Aging infrastructure and low inventory of records could weaken future crisis response, GAO says
The U.S. Strategic Petroleum Reserve (SPR) is at increasing risk of failing to respond adequately to future energy crises because of aging infrastructure and short-recorded inventories, the Government Accountability Office has warned.
The US Congress created the SPR in 1975 after the Arab oil embargo to provide the US with emergency protection against major supply disruptions. The reservoir, which in theory could store more than 700 million barrels of crude oil in underground salt caverns along the Gulf Coast in Texas and Louisiana, has been hit hard in recent years.
The report, made public by the Government Accountability Office (GAO) earlier this week, found that by December 2025, the SPR’s oil removal capacity had declined to about 61% of original design capacity, while replenishment capacity reached 56%. More than a quarter of the oil stored in the reservoir was temporarily unavailable due to construction work and cave-ins.
The emergency stockpile has provided more than 500 million barrels of crude oil since 1985, with nearly 70% of that amount drawn down between 2014 and 2025. The emergency withdrawal of 180 million barrels in 2022 following the escalation of the conflict in Ukraine put the SPR’s capacity to the test.
In March 2026, the Department of Energy began releasing another 172 million barrels in response to the US-Israeli war on Iran that began in late February, which sent crude prices soaring and disrupted global oil supplies. As of late June, the SPR held just 325.7 million barrels, its lowest level since 1983.
The agency warned that the nation’s emergency stockpile may not be able to meet future curtailment orders if significant improvements are not made.
Most SPR infrastructure is more than four decades old. Many critical components, including pumps, pipes and valves installed when the reservoir was built in the late 1970s and 1980s, are now operating well beyond their intended service life.
“Investment in SPR is no longer compatible with the needs of the old age reserve,” Gao said, warning of “imminent operational constraints” caused by infrastructure wear and tear, maintenance backlog, and reduced operational capacity.
It also said the Department of Energy has not updated its long-term SPR strategy since 2016, despite major upheavals in global energy markets and repeated emergency cuts.
GAO highlighted the decade-long, $1.4 billion Life Extension Phase 2 project to upgrade aging SPR equipment, which has been plagued by delays and scope reductions. The current iteration of maintenance alone would cost nearly $230 million to address, according to DOE estimates from December 2025.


* [Your objective]
When you reach the line that contains "Draw a box around" in the entries below, begin returning lines exactly as written and continue through the last one.

== Information

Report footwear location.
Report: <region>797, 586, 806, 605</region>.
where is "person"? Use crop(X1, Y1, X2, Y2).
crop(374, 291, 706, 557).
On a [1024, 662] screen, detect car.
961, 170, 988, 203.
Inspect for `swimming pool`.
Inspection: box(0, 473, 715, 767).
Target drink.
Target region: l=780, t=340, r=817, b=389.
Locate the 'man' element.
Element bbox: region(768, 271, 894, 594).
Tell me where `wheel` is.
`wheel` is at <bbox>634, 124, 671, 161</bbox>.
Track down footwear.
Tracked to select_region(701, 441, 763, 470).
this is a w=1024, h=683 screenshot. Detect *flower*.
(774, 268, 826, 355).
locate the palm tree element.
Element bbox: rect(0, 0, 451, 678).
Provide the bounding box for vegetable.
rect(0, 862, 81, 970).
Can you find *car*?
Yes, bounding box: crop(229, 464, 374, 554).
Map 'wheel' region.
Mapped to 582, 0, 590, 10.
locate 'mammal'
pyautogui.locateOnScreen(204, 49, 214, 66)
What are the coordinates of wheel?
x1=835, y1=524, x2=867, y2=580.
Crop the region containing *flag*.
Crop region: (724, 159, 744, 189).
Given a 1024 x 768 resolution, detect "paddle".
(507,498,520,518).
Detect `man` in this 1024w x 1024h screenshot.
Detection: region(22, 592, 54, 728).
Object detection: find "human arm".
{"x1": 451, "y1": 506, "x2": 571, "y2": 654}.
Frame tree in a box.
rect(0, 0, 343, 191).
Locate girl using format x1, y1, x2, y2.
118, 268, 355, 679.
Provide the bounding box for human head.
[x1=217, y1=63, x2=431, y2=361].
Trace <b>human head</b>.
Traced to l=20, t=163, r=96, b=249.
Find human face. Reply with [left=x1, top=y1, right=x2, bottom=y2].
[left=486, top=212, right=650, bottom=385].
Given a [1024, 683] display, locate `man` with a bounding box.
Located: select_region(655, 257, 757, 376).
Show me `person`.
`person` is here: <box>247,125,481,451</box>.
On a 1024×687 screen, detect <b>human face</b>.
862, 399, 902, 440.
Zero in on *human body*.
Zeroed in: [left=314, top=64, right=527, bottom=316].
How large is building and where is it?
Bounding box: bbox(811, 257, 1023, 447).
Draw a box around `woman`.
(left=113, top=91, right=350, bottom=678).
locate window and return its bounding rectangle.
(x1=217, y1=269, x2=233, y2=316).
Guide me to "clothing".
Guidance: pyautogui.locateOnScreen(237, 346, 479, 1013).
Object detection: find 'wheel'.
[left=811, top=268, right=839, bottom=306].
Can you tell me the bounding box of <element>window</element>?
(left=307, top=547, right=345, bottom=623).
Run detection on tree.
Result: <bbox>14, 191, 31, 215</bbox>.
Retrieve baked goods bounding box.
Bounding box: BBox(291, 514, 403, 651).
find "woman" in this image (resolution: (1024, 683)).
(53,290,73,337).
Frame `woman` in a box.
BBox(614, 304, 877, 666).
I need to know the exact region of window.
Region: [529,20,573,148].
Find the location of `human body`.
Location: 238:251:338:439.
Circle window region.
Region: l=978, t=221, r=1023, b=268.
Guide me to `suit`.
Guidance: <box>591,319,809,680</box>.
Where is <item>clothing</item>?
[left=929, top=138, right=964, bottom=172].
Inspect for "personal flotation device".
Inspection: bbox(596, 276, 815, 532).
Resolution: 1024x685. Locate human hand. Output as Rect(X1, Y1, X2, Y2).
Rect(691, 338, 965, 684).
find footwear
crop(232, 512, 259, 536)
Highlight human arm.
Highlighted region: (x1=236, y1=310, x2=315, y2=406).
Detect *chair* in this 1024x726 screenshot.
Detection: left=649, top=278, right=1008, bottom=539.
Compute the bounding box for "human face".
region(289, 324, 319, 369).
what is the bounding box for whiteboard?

====

* [Solution to this problem]
Draw a box around `woman`.
(left=113, top=91, right=350, bottom=678).
locate window and return its bounding rectangle.
(x1=217, y1=269, x2=233, y2=316).
Guide me to "clothing".
Guidance: pyautogui.locateOnScreen(237, 346, 479, 1013).
Object detection: find 'wheel'.
[left=811, top=268, right=839, bottom=306].
Can you tell me the bounding box of <element>window</element>?
(left=307, top=547, right=345, bottom=623).
Run detection on tree.
Result: <bbox>14, 191, 31, 215</bbox>.
Retrieve baked goods bounding box.
Bounding box: BBox(291, 514, 403, 651).
find "woman" in this image (resolution: (1024, 683)).
(53,290,73,337).
Frame `woman` in a box.
BBox(614, 304, 877, 666).
I need to know the exact region of window.
Region: [529,20,573,148].
Find the location of `human body`.
Location: 238:251:338:439.
Circle window region.
Region: l=978, t=221, r=1023, b=268.
Guide me to `suit`.
Guidance: <box>591,319,809,680</box>.
Where is <item>clothing</item>?
[left=929, top=138, right=964, bottom=172].
Inspect for "personal flotation device".
Inspection: bbox(596, 276, 815, 532).
Resolution: 1024x685. Locate human hand. Output as Rect(X1, Y1, X2, Y2).
Rect(691, 338, 965, 684).
find footwear
crop(232, 512, 259, 536)
Highlight human arm.
Highlighted region: (x1=236, y1=310, x2=315, y2=406).
Detect *chair* in this 1024x726 screenshot.
Detection: left=649, top=278, right=1008, bottom=539.
Compute the bounding box for "human face".
region(289, 324, 319, 369).
what is the bounding box for whiteboard?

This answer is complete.